Singapore has invested more than S$1 billion in AI, but AI Singapore sees a shortage of people who can build it
Singapore has already committed more than S$1 billion to AI development, but concern is growing inside the ecosystem: the country lacks not users of AI…
AI-processed from Bloomberg Tech; edited by Hamidun News
Singapore has already invested over S$1 billion to become a global artificial intelligence hub. But within the national AI ecosystem itself, a warning is sounding: the country needs to do more than teach people how to use ready-made tools — it needs to grow faster the people who know how to build their own models and products.
Betting on Homegrown Models
Singapore has been consistently strengthening its AI agenda in recent years: it has updated its national strategy, allocated separate budget measures, and is expanding programs for business and education. The official goal is not simply to implement foreign solutions, but to form a local school of developers, researchers, and teams capable of creating technology within the country. In the NAIS 2.0 strategy, authorities directly speak about growing the domestic pool of AI practitioners to 15,000 people over five years, and about AI becoming a factor in economic resilience, not just a tool for improving efficiency.
Against this background, the statement by Leslie Teo, senior director of AI Singapore and one of the architects of local AI policy, is particularly striking. According to him, the current approach to the country's readiness may be shifting toward "certified users" of AI, while the economy needs "builders" — engineers, researchers, and product teams who know how to train, adapt, and deploy systems. For a small country, this is a question not just of growth, but of technological sovereignty: if domestic expertise is limited, you have to live by rules set by others.
Where Learning is Stalling
The main state instrument here is SkillsFuture, a program of training credits and subsidized courses for citizens throughout their careers. In 2025, approximately 606,000 people went through supported programs. But Teo points not to reach, but to speed: by the time a course is designed, approved, and officially launched, its content can become outdated. In AI this is especially painful, because tools, approaches, and even basic practices change literally every quarter.
- Formal programs are updated more slowly than the AI market changes
- Companies are increasingly unwilling to retrain junior staff internally
- The gap is growing between the skill of "using AI" and the ability to "build AI"
- It is dangerous for a small economy to be completely dependent on models created abroad
"Junior staff are cheap.
AI is even cheaper." This leads to Teo's conclusion: basic training of early-level specialists may need to be considered by the state as a public good. Previously, employers took on part of this function, but with automation, the motivation to invest in entry-level positions is falling. As a result, the market may get many people with AI certifications, but far too few who have gone through real engineering training on actual projects.
The Market is Already Changing
The effect is already visible in the labor market. According to an annual survey of Singapore's universities, the share of graduates who obtained permanent full-time employment fell to 74.4% in 2025 compared to 79.4% a year earlier. This is not proof that AI alone is "eating" entry-level jobs, but an alarming signal: automation and restructuring of junior roles are already affecting the first rung of the career ladder.
At the same time, the question for Singapore is broader than graduate employment. If the country relies entirely on AI systems created abroad, it has almost no influence on how these systems develop, what languages and cultural contexts they support, and whose interests are embedded in them by default. This is why AI Singapore is developing SEA-LION — a family of large language models for Southeast Asia, which is already being used by regional companies, including GoTo Group. A homegrown model doesn't solve the staffing deficit, but it gives the country a seat at the table where technological decisions are made.
What This Means
Singapore demonstrates a problem that will soon become common to many markets: mass AI literacy by itself does not create an AI industry. The next stage of competition is not teaching everyone how to use chatbots, but quickly building a pipeline of engineers, researchers, and product teams, before formal education and the labor market fall completely behind the technology.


TASK OBJECTIVE = Please write out the lines of the data exactly, beginning with the first and ending with the line containing "Image is 756x552 pixels."; leave the pictures behind.

Component data from apps and pages
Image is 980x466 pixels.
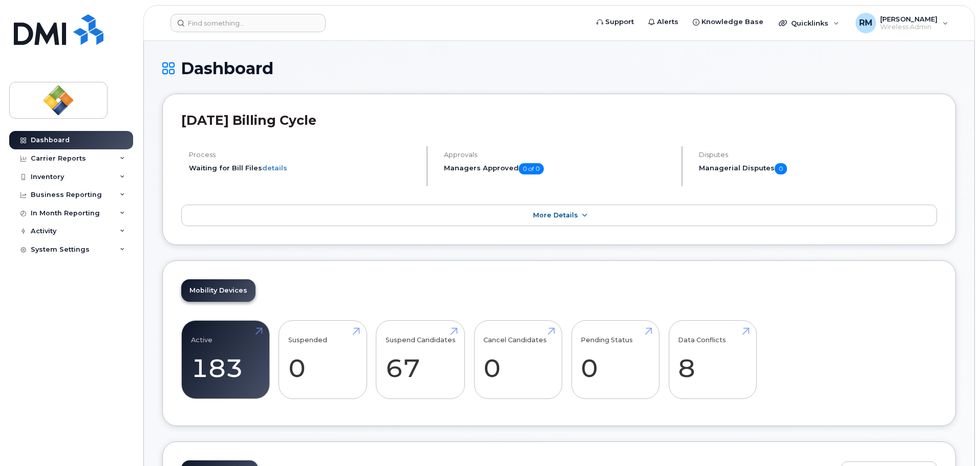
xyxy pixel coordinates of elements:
[698,163,937,174] h5: Managerial Disputes
[444,163,673,174] h5: Managers Approved
[484,326,552,393] a: Cancel Candidates 0
[678,326,747,393] a: Data Conflicts 8
[189,151,418,159] h4: Process
[181,280,256,301] a: Mobility Devices
[162,59,956,77] h1: Dashboard
[518,163,544,174] span: 0 of 0
[385,326,456,393] a: Suspend Candidates 67
[581,326,650,393] a: Pending Status 0
[189,163,418,173] li: Waiting for Bill Files
[181,113,937,128] h2: [DATE] Billing Cycle
[533,212,578,219] span: More Details
[288,326,357,393] a: Suspended 0
[262,164,287,172] a: details
[698,151,937,159] h4: Disputes
[775,163,787,174] span: 0
[191,326,260,393] a: Active 183
[444,151,673,159] h4: Approvals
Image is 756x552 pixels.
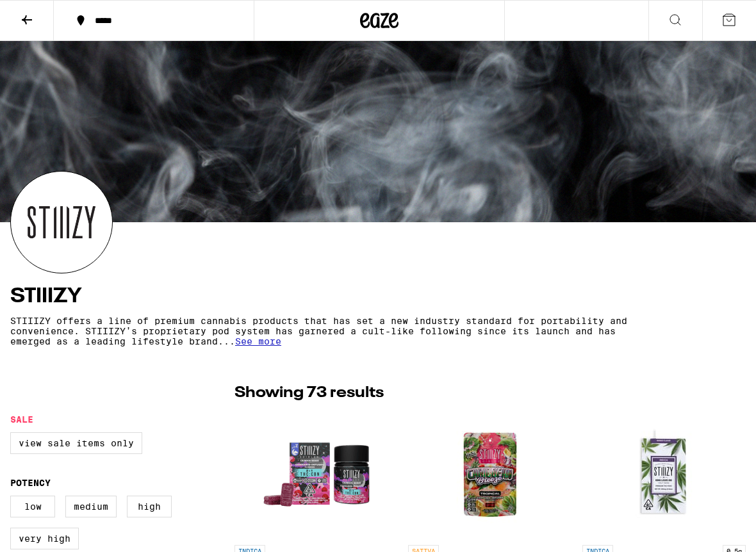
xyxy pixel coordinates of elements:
label: Very High [10,528,78,549]
img: STIIIZY logo [11,172,112,273]
img: STIIIZY - Tropical Caribbean Breeze Gummies [426,411,554,539]
label: View Sale Items Only [10,433,142,454]
p: STIIIZY offers a line of premium cannabis products that has set a new industry standard for porta... [10,316,645,347]
label: Low [10,496,55,518]
h4: STIIIZY [10,286,746,306]
img: STIIIZY - Crimson Berry 2:1 THC:CBN Gummies [252,411,381,539]
img: STIIIZY - OG - King Louis XIII - 0.5g [600,411,727,539]
span: Hi. Need any help? [7,9,92,19]
legend: Potency [10,478,51,488]
legend: Sale [10,414,33,424]
span: See more [235,336,281,347]
label: Medium [65,496,117,518]
label: High [127,496,172,518]
p: Showing 73 results [235,382,383,404]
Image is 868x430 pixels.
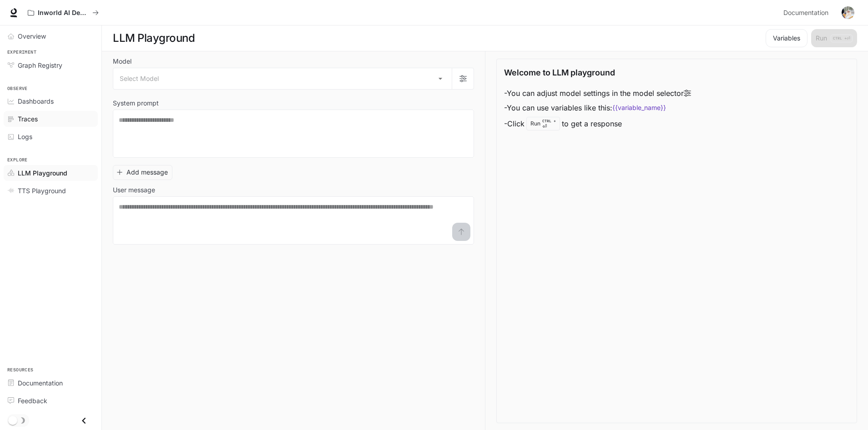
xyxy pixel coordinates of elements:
[4,58,97,73] a: Graph Registry
[18,168,67,178] span: LLM Playground
[18,378,63,388] span: Documentation
[112,165,173,180] button: Add message
[4,128,97,144] a: Logs
[839,4,856,22] button: User avatar
[504,66,615,79] p: Welcome to LLM playground
[841,6,854,19] img: User avatar
[779,4,835,22] a: Documentation
[18,114,38,124] span: Traces
[765,29,807,47] button: Variables
[18,395,47,405] span: Feedback
[504,86,691,100] li: - You can adjust model settings in the model selector
[542,118,555,129] p: ⏎
[18,31,46,41] span: Overview
[18,132,32,142] span: Logs
[113,68,452,89] div: Select Model
[783,7,828,19] span: Documentation
[504,100,691,115] li: - You can use variables like this:
[4,28,97,44] a: Overview
[18,96,54,106] span: Dashboards
[4,393,97,409] a: Feedback
[4,375,97,390] a: Documentation
[112,29,195,47] h1: LLM Playground
[74,411,94,430] button: Close drawer
[120,74,159,83] span: Select Model
[8,415,18,425] span: Dark mode toggle
[112,100,159,106] p: System prompt
[112,187,155,193] p: User message
[542,118,555,124] p: CTRL +
[4,111,97,127] a: Traces
[612,104,666,112] code: {{variable_name}}
[112,58,131,65] p: Model
[4,93,97,109] a: Dashboards
[504,115,691,132] li: - Click to get a response
[18,186,66,196] span: TTS Playground
[18,60,62,70] span: Graph Registry
[24,4,103,22] button: All workspaces
[4,165,97,180] a: LLM Playground
[4,182,97,198] a: TTS Playground
[38,9,89,17] p: Inworld AI Demos
[526,117,560,130] div: Run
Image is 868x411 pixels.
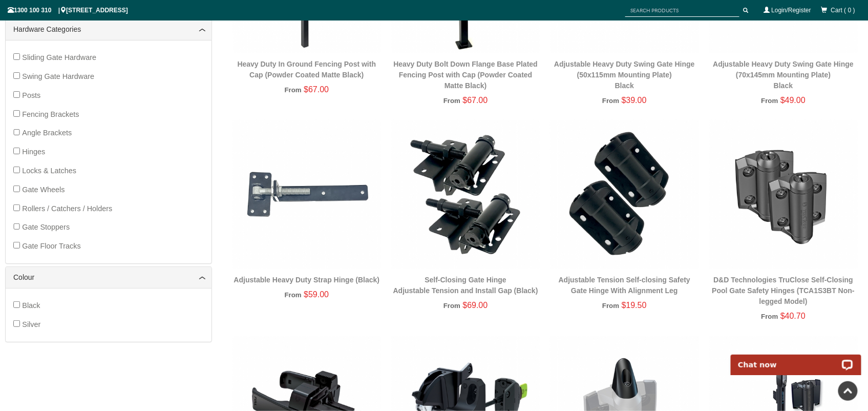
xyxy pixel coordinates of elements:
span: Gate Stoppers [22,223,70,231]
a: Self-Closing Gate HingeAdjustable Tension and Install Gap (Black) [393,276,538,295]
span: Cart ( 0 ) [831,7,856,14]
span: Silver [22,321,40,329]
span: Posts [22,91,40,100]
span: $69.00 [463,301,488,310]
span: 1300 100 310 | [STREET_ADDRESS] [8,7,128,14]
input: SEARCH PRODUCTS [626,4,740,17]
img: Adjustable Tension Self-closing Safety Gate Hinge With Alignment Leg - Gate Warehouse [550,120,698,269]
span: From [444,302,460,310]
img: D&D Technologies TruClose Self-Closing Pool Gate Safety Hinges (TCA1S3BT Non-legged Model) - Gate... [709,120,858,269]
span: Gate Wheels [22,186,64,194]
span: $49.00 [781,96,806,105]
img: Adjustable Heavy Duty Strap Hinge (Black) - Gate Warehouse [232,120,381,269]
a: Heavy Duty Bolt Down Flange Base Plated Fencing Post with Cap (Powder Coated Matte Black) [393,60,538,90]
img: Self-Closing Gate Hinge - Adjustable Tension and Install Gap (Black) - Gate Warehouse [391,120,540,269]
span: Hinges [22,147,45,156]
span: From [285,86,302,94]
span: Fencing Brackets [22,111,79,118]
a: Colour [13,272,204,283]
a: Hardware Categories [13,24,204,35]
a: Adjustable Heavy Duty Swing Gate Hinge (70x145mm Mounting Plate)Black [714,60,854,90]
span: Swing Gate Hardware [22,72,95,80]
a: D&D Technologies TruClose Self-Closing Pool Gate Safety Hinges (TCA1S3BT Non-legged Model) [713,276,855,306]
a: Heavy Duty In Ground Fencing Post with Cap (Powder Coated Matte Black) [237,60,377,79]
span: From [602,302,619,310]
a: Adjustable Heavy Duty Strap Hinge (Black) [234,276,380,284]
span: From [602,97,619,105]
span: From [444,97,460,105]
span: Angle Brackets [22,129,71,137]
span: $67.00 [304,85,329,94]
a: Adjustable Tension Self-closing Safety Gate Hinge With Alignment Leg [559,276,691,295]
span: $39.00 [622,96,647,105]
span: Black [22,301,40,310]
a: Login/Register [772,7,812,14]
span: Rollers / Catchers / Holders [22,204,112,213]
span: $59.00 [304,290,329,299]
span: Locks & Latches [22,167,76,175]
span: $19.50 [622,301,647,310]
span: Gate Floor Tracks [22,242,80,250]
span: Sliding Gate Hardware [22,53,96,61]
span: From [285,291,302,299]
span: $67.00 [463,96,488,105]
span: $40.70 [781,312,806,321]
span: From [762,97,779,105]
a: Adjustable Heavy Duty Swing Gate Hinge (50x115mm Mounting Plate)Black [554,60,695,90]
span: From [762,313,779,321]
iframe: LiveChat chat widget [724,343,868,376]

WRITTEN ANSWER =
Image is 980x466 pixels.
xyxy pixel coordinates of elements:
[698,163,937,174] h5: Managerial Disputes
[444,163,673,174] h5: Managers Approved
[484,326,552,393] a: Cancel Candidates 0
[678,326,747,393] a: Data Conflicts 8
[189,151,418,159] h4: Process
[181,280,256,301] a: Mobility Devices
[162,59,956,77] h1: Dashboard
[518,163,544,174] span: 0 of 0
[385,326,456,393] a: Suspend Candidates 67
[581,326,650,393] a: Pending Status 0
[189,163,418,173] li: Waiting for Bill Files
[181,113,937,128] h2: [DATE] Billing Cycle
[533,212,578,219] span: More Details
[288,326,357,393] a: Suspended 0
[262,164,287,172] a: details
[698,151,937,159] h4: Disputes
[775,163,787,174] span: 0
[191,326,260,393] a: Active 183
[444,151,673,159] h4: Approvals
Image is 756x552 pixels.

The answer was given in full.